Tens of thousands of Argentines packed the streets of central Buenos Aires on Wednesday to demand more funding for public universities and pediatric healthcare, both hit by deep budget cuts under libertarian President Javier Milei’s austerity program.
Milei, whose approval ratings have slipped amid sweeping spending reductions, is also facing the fallout from a corruption scandal and a recent legislative defeat in Buenos Aires provincial elections. He heads into high-stakes midterm elections in October, when his party hopes to win enough seats to prevent the opposition-controlled Congress from overriding his vetoes.
Wednesday’s march was aimed at pressuring lawmakers to overturn Milei’s recent vetoes of laws that would have boosted financing for universities and children’s hospitals. In presidential decrees, Milei argued the measures would jeopardize the country’s fragile fiscal balance. Later that evening, the lower house of Congress voted to overturn both vetoes; the Senate must still approve the move for it to take effect.
Since taking office in December 2023, Milei has aggressively cut public spending and succeeded in pushing monthly inflation from double digits down to single digits. On Monday he unveiled his proposed 2025 budget, promising to maintain a fiscal balance while increasing allocations for healthcare by 17%, education by 8% and pensions by 5% above inflation.
But the National University of Buenos Aires called the proposal “a deepening of the unprecedented crisis” in the public university system, saying it ignores the need to restart stalled construction projects, maintain facilities and raise teachers’ salaries.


Only the number is needed: how many lines of the records include "Grocery"?

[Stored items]
[Start of section]

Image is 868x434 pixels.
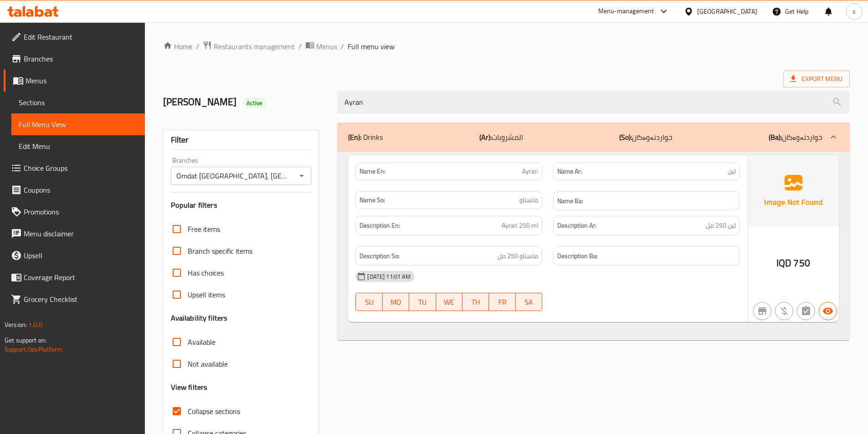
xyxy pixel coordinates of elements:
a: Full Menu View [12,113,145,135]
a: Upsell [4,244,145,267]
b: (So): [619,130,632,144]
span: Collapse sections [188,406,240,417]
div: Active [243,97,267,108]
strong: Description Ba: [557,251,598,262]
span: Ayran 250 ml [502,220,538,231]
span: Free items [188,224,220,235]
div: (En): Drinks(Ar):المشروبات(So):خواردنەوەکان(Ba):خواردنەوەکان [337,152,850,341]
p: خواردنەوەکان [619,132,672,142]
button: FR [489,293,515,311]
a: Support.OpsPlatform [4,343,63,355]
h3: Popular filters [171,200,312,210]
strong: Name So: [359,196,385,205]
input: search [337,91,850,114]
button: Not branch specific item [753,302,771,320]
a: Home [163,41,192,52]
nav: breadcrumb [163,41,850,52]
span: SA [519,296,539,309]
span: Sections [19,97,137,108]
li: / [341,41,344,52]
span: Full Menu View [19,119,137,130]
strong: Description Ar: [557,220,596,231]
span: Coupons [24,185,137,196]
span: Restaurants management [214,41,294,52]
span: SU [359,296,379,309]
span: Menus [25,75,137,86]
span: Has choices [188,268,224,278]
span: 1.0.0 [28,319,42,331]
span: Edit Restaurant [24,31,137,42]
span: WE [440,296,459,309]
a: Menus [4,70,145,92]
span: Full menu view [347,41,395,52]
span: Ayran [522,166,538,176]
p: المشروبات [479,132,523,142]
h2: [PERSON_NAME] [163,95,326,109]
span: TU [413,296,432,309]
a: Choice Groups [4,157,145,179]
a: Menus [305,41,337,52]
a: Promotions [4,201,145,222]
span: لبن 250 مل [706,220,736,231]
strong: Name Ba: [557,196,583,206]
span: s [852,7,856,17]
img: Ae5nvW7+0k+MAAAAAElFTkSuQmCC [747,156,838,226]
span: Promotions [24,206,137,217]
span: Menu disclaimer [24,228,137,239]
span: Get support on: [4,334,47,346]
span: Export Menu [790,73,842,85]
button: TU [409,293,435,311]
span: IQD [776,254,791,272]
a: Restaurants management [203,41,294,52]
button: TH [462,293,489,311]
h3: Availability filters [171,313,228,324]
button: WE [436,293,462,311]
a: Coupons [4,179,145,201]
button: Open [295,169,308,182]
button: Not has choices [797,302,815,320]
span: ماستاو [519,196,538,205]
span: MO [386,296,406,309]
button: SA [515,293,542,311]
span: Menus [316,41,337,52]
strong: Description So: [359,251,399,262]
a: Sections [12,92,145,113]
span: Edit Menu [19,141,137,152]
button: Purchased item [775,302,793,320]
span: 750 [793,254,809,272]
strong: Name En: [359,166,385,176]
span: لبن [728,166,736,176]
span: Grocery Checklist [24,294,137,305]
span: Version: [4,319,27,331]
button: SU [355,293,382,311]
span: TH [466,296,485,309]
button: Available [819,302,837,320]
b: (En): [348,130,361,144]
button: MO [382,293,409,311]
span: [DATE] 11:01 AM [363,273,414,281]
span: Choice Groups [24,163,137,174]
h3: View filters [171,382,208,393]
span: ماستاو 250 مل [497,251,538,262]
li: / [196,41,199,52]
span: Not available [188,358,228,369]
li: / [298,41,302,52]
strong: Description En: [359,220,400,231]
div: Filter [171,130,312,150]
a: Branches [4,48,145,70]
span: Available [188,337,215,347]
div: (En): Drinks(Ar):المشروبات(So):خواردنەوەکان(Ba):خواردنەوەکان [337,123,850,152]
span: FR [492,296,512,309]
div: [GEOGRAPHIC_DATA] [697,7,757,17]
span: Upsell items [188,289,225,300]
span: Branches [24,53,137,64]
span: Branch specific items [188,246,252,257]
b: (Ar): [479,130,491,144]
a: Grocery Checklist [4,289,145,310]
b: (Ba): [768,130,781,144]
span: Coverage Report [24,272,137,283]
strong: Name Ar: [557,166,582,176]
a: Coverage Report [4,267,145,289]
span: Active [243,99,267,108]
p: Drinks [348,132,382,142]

[End of section]

■ EXERCISE OUTPUT
2